From: aidotengineer
Why RAG Evaluation is Broken [00:00:24]
RAG (Retrieval Augmented Generation) evaluation faces significant challenges primarily due to the ease with which benchmarks are constructed, often reflecting how humans typically think [00:00:28].
Characteristics of Flawed Benchmarks
- Local Questions and Answers Most benchmarks consist of local questions that have local answers [00:00:37]. There is an inherent assumption that the answer resides within a specific chunk of data [00:00:42].
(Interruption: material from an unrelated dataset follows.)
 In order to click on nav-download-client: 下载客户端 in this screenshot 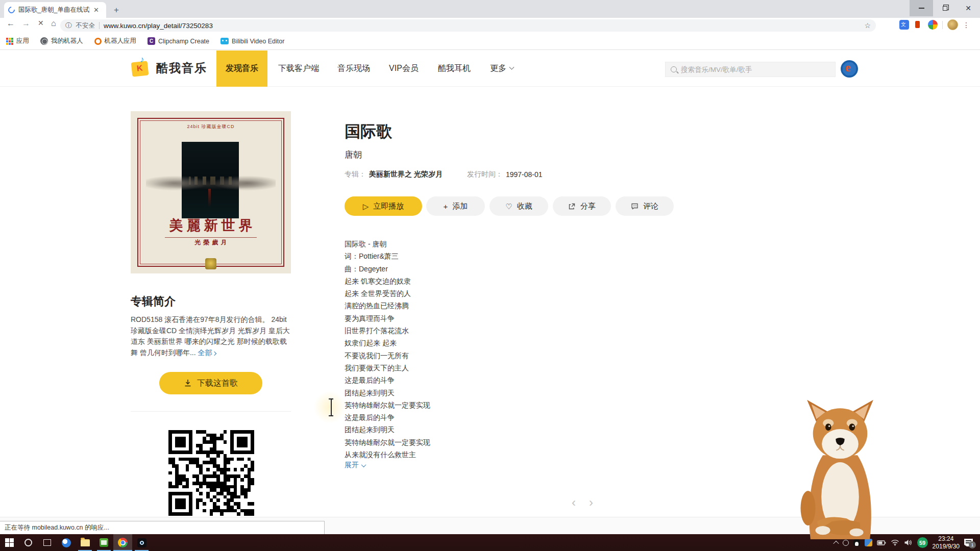, I will do `click(299, 68)`.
- Manufactured and Unrealistic Scenarios The natural way to build such benchmarks involves reading a long document, finding a question whose answer is contained within, and labeling it as the “golden answer” [00:00:50]. While some benchmarks attempt to overcome this with “multiple hope” questions, famously framed by Google, these questions are often unrealistic and do not represent real-world scenarios [00:01:01].
- Lack of Holistic System Testing Most existing benchmarks are either:
- Retrieval-only: Focusing solely on retrieving the best segments or chunks, assuming the answer is contained within one or several of them [00:01:35].
- Generation-only (Grounding benchmarks): Primarily checking if a system can answer a question based on context already provided in the prompt [00:01:51]. This narrow focus neglects crucial aspects like chunking, parsing, and specific cases where answers are not directly derivable from a single, directed data point [00:02:00].
Disconnect from Real-World Data
Current benchmarks do not correlate well with real-world data, which is inherently messier and more diverse [00:02:20]. Each dataset is unique, and benchmarks often fail to generalize effectively [00:02:27].
The Vicious Cycle of Flawed Benchmarking
When developing RAG systems, a vicious cycle emerges: 1. Developers build RAG systems optimized for flawed benchmarks [00:02:37]. 2. High scores are achieved and celebrated [00:02:40]. 3. Upon real-world deployment or testing with customer data, the systems struggle and underperform [00:02:53]. 4. New benchmarks are created, re-optimized for, and the cycle continues, often replicating the same underlying problems [00:02:59].Performance on Complex Questions [00:03:40]
RAG systems currently struggle with aggregative or comprehensive questions that require more than just retrieving top-k chunks [00:04:02].
Examples of Challenging Questions
- “Which company has reported the highest quarterly revenue the most times?” [00:03:42]
- “In how many fiscal years did Apple exceed 100 billion in annual revenue?” [00:03:49]
- Questions requiring an exhaustive list, such as “all Fortune 500 companies,” where retrieving a limited number of chunks (e.g., 10) may miss additional relevant entities [00:04:13].
Empirical Evidence of Struggles
A small corpus of 22 documents from FIFA World Cup historical Wikipedia pages was used to test common RAG pipelines [00:04:46]. Questions asked included “Which team has won the FIFA World Cup the most times?” and “In how many FIFA World Cups did Brazil participate?” [00:05:02].
- A common RAG pipeline (e.g., LangChain or LlamaIndex) achieved only 5% correct answers [00:05:27].
- Open responses achieved 11% correct answers [00:05:30]. These results demonstrate significant failures even for questions with local answers [00:05:37].
Conclusion
Existing benchmarks fail to capture the complexity and nuance required for many real-world RAG use cases [00:10:23]. RAG is not a one-size-fits-all solution, and optimization must account for individual client needs [00:10:01]. The standard pipeline of chunking, embedding, retrieving, and reranking is insufficient for many types of questions [00:10:16]. To address these problems, it may be necessary to go beyond standard RAG approaches for specific settings [00:10:35].